Jerusalem stands for the celestial city (Galatians 4:26; Hebrews 12:22; Revelation 21:1-22:5). Entrance into Canaan prefigures the entrance of Christians into heavenly rest (Hebrews 3:18-4:13). And proclamation of the gospel to all people fulfills God’s promise to Abraham and prophetic predictions of Gentile salvation (Acts 2:17-21; 3:25; 13:47; 15:16-18; Romans 15:9-12, 21).

Text-Plots and Testimony Books#

It is worth noting that the pursuit of these themes kept New Testament writers from atomizing the Old Testament. C. H. Dodd pointed out that they drew most of their fulfillment-quotations from a rather limited set of Old Testament passages (“text-plots”) considered especially relevant to the new age. Perhaps the early Christians also drew up manuals of Old Testament proof texts, called “testimony books” by modern scholars.
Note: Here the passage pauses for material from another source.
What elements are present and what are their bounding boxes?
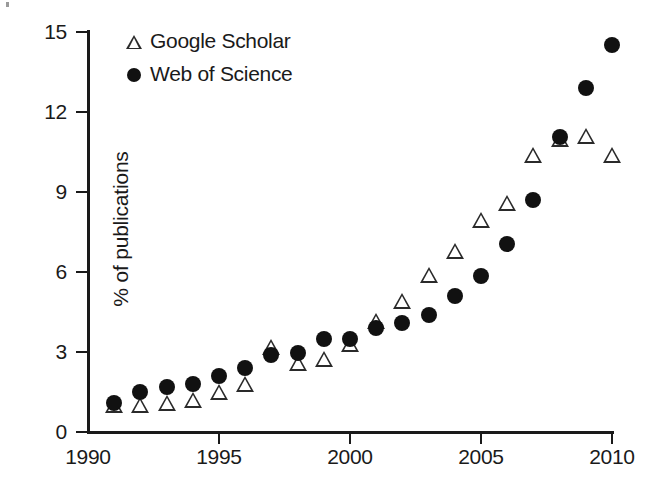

Something like a testimony book has appeared among the Dead Sea Scrolls, but of course it is not Christian in orientation. Apparently the early church learned a new and holistic way of interpreting the Old Testament from Jesus himself (compare Luke 24:27).

Textual Traditions#

The Septuagint provided a textual base for most of the Old Testament quotations, but variations are often evident. Matthew in particular appears to have utilized the Hebrew text of the Old Testament, the Targums, and other textual traditions in addition to the Septuagint.

Historicity#

Sometimes it is argued that the early Christians massively invented incidents in the life of Jesus to obtain “fulfillments” of supposed messianic prophecies. It is true that the evangelists often borrow Old Testament phraseology in describing the events of Jesus’ career. But the allusions to Old Testament texts are usually far too fleeting for those texts to have formed the basis of free invention of dominical tradition.

Furthermore, many of the quoted Old Testament passages are so obscure that they could hardly have been the source for corruption of that tradition. The Old Testament quotations appear to be later additions to the tradition concerning Jesus. The tradition came first, the recognition of correspondences to ancient prophecy and typology later.

Summary#

Very early church tradition ascribes the Gospel of Matthew to the Apostle Matthew. Some features of the Gospel comport with this ascription.

Many scholars put the date of writing in the last quarter of the first century; but distinctively Matthean material—for example, the business of the temple tax and the relative prominence of Sadducees—favors a date before A.D. 70. The introductory formula, “From that time on Jesus began to,” divides Matthew’s narrative into three sections (see 4:17; 16:21); and the concluding formula, “When Jesus had finished,” gives a fivefold structure to Jesus’ discourses (see 7:28; 11:1; 13:53; 19:1; 26:1).

Lending a heavily Jewish Christian tone are such features as an emphasis on fulfillment of the Old Testament, the portrayal of Jesus as a lawgiver like Moses, and the necessity of good works in knowledgeable obedience to Jesus’ commands. Given Matthew’s emphases, we may infer that his intended audience consisted of a church or churches populated with false as well as true disciples of Jesus and tempted because of persecution to compromise their Christian testimony, to recant their Christian profession, and even to betray each other to their persecutors.

So Matthew, writing perhaps in Antioch, Syria, warns against such compromise, recantation, and betrayal and urges the use of flight from persecution as an opportunity to make disciples of all the nations.